60 days overdue… send an ultra professional letter to the client’s top person (president, CEO, etc…) via certified mail and specifically ask them to respond in writing via certified mail explaining the reason that they refuse to submit payment.
If they respond properly, evaluate their reasoning and decide your next step.
If they do not respond:
90 days overdue, go to the post office and confirm that the letter was received and signed for by the person you addressed it to. If it was signed by someone it was not addressed to, call the company and specifically ask for the person who signed for it, and ask them if they gave it to the addressee. They will of course say yes. Ask them to transfer you to the addressee. When they tell you that the person is out of the office, immediately go there (if they’re local) and request to speak with the addressee and take a copy of the certified letter in a sealed envelope with a additional cover letter explaining that this is a copy of the same letter that was sent to them via certified mail and signed for by who.
Should they really not be there, leave the letter (politely) with the receptionist.
Call the person who signed each day, and politely ask them to transfer you to the addressee. Often receptionists do not sign for certified letter, a manager does, so they have more clout.
At 100 days overdue, make a slightly revised letter noting the attempts that you have made to contact the addressee and that this is a notarized version of the same letter. Go and have two copies of this letter notarized and have the Notary send the letter via certified mail (some will do this, some will not… find one who will). This notary service will cost some cash, but far less than an attorney.
At 110 days overdue, if you have not received a response, contact the notary and ask them to get the signing info on the certified mail they sent (again, probably a small fee)… use this and spend the next 10 days trying again to get through to the addressee via the signee.
If at 120 days you have failed to receive a response from the addressee, it’s time for the attorney (if the amount is worth it to you). You have a bit of a paper trail illustrating your attempts to collect in proper and polite channels so it’s an easier case, and the lawyer may give you a “prepared” client discount (don’t count on it tho).
If at any point the you do get the client on the phone or confront them in person, find out what’s going on and instill upon them that they need to send a response via certified mail in order to keep this friendly. Your client is delinquent, and unless the reason is damn good, you should expect them to respect you enough to put it in writing. If they don’t, well this is probably a bad client with a history of delinquency.
All of this is about treating each other politely and with respect, using the business tools put in place by society… you start out politely building a paper trail about the situation and build up to a more enforceable paper trail.
At lawyer time, the relationship is likely not salvageable, so don’t start there.
This is very effective if you keep your head, and your cool. Any smart business person knows where this is leading when they receive your first letter. They also know how they will look if they do not comply with your documented and perfectly responsible actions. By going straight to the top, you are probably going to piss off people in the middle, but you’ll get results and possibly a better relationship with the top, if you handle yourself well.
Your in business… that is the top game in the world. Play it like a pro.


◆ **Your task**
Where the word "edge" occurs in a line of the data, return the whole line.

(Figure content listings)
##############################
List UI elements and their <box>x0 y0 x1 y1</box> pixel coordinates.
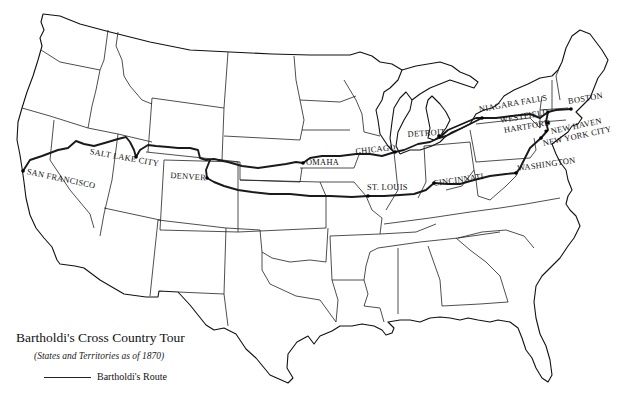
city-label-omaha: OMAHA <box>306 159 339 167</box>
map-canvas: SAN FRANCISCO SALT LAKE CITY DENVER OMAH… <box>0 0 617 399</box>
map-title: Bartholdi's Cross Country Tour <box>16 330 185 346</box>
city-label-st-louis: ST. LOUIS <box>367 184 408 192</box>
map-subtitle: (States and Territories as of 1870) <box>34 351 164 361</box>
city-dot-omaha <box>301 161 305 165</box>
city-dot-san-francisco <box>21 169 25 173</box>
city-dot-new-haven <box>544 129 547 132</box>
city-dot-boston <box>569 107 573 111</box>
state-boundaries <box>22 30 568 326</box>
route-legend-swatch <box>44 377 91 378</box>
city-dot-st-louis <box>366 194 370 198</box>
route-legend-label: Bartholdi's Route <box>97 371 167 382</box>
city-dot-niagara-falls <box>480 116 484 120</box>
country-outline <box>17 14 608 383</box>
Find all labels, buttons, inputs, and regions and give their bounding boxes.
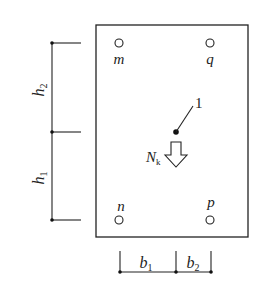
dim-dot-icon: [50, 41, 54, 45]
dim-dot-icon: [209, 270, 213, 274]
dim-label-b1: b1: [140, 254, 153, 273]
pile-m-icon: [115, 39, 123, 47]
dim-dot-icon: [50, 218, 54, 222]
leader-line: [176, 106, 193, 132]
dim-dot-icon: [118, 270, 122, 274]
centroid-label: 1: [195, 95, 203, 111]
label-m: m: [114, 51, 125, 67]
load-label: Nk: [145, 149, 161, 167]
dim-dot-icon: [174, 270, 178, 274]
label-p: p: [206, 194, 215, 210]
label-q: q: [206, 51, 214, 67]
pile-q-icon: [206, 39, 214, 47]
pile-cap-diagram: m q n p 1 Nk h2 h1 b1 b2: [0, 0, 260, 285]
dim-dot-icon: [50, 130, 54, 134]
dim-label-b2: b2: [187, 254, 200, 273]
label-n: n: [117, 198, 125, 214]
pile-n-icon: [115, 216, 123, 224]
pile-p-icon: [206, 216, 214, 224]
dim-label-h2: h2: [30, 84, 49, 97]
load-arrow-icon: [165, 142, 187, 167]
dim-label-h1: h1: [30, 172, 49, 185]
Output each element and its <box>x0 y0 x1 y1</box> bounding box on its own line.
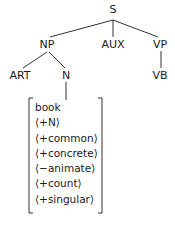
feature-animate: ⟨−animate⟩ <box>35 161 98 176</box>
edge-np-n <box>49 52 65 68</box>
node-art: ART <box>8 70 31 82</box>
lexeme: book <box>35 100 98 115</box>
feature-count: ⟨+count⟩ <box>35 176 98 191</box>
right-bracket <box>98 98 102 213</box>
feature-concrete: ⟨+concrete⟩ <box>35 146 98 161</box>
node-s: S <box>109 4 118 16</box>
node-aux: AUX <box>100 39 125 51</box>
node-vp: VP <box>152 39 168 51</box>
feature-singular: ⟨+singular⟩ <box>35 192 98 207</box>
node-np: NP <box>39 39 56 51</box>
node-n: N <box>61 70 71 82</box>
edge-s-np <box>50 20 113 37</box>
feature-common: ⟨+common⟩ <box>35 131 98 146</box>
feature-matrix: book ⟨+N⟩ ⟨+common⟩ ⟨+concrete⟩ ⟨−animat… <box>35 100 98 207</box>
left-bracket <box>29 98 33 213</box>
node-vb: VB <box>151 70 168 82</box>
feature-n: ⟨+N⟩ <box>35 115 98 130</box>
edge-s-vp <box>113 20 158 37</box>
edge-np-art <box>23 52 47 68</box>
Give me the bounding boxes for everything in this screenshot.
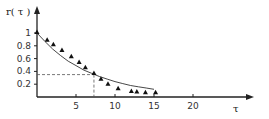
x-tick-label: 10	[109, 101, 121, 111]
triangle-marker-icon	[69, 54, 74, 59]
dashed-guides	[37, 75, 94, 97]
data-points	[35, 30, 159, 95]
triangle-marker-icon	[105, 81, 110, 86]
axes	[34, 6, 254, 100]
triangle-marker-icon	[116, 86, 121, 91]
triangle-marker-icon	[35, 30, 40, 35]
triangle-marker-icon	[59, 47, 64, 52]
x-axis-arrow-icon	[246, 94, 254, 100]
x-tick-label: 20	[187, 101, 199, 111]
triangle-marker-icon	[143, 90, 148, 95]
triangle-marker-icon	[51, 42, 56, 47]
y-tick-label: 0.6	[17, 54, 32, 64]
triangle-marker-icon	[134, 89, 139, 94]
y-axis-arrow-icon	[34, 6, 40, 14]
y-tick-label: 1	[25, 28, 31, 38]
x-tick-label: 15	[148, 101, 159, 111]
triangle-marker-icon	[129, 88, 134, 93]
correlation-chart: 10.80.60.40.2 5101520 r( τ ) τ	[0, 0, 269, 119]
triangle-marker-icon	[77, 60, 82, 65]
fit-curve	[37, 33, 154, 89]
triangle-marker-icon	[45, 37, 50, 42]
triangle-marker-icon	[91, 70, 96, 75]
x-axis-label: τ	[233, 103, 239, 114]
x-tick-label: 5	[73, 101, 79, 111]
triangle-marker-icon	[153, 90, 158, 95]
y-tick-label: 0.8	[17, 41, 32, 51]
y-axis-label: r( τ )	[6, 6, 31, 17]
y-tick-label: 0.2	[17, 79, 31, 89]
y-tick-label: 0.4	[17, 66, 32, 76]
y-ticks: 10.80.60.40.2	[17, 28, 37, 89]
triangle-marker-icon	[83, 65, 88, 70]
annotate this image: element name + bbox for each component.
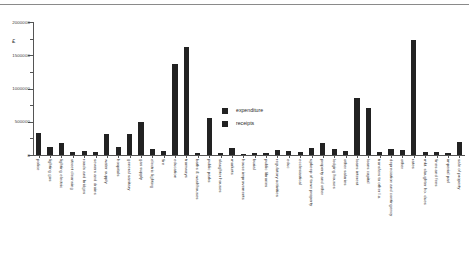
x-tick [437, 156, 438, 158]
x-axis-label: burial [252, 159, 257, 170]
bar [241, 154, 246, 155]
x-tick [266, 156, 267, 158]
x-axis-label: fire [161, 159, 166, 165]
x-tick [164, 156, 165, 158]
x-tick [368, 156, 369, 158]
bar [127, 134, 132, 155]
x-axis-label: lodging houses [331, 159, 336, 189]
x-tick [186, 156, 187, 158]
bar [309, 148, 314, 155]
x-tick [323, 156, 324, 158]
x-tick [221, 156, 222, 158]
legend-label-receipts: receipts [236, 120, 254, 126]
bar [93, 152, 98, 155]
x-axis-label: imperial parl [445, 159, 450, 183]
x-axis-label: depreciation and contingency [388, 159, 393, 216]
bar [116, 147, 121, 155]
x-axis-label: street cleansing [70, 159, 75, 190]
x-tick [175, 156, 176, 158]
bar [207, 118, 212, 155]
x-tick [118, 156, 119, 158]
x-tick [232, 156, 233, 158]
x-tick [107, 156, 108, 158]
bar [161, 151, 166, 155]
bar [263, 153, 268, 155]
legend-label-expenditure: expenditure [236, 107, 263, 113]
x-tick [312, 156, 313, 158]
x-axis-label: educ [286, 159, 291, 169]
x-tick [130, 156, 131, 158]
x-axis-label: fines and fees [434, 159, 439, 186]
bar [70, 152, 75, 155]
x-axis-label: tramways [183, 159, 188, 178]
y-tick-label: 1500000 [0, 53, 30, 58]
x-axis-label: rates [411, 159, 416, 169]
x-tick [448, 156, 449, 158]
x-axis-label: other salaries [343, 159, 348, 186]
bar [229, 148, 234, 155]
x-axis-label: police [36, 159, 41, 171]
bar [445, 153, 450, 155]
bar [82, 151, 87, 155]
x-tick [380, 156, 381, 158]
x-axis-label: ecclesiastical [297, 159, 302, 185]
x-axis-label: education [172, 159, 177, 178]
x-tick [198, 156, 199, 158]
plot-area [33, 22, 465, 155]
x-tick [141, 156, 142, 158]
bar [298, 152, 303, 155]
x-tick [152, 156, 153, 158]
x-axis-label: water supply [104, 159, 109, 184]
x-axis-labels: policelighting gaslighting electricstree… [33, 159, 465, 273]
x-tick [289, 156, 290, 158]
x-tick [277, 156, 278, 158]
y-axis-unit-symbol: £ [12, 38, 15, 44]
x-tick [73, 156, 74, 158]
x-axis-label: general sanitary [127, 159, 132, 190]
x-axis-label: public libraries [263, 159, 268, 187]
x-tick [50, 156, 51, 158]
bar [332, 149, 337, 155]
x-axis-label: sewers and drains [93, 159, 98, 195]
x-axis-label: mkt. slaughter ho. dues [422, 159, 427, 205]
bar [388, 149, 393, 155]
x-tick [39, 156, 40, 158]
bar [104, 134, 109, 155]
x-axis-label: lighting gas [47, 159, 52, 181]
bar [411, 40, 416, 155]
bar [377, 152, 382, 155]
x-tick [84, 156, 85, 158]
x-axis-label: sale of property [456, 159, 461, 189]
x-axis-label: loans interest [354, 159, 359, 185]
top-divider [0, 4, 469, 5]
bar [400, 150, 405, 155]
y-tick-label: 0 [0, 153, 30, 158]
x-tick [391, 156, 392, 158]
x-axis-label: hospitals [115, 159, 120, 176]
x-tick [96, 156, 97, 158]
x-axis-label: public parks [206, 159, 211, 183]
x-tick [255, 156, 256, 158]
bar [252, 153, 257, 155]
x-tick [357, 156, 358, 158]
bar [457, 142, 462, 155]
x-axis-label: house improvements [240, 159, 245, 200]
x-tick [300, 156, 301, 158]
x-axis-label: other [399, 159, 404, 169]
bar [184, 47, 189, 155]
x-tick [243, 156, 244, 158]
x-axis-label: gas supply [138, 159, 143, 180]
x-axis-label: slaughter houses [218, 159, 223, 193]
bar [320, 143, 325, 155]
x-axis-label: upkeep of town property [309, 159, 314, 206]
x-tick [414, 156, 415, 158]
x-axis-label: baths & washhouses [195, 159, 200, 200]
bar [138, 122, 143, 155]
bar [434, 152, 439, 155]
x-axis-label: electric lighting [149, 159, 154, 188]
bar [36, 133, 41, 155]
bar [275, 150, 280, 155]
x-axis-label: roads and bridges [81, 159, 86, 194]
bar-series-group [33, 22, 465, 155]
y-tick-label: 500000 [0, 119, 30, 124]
##############################
◆ **Answer space**
edge-np-n <box>49 52 65 68</box>
edge-s-np <box>50 20 113 37</box>
edge-s-vp <box>113 20 158 37</box>
edge-np-art <box>23 52 47 68</box>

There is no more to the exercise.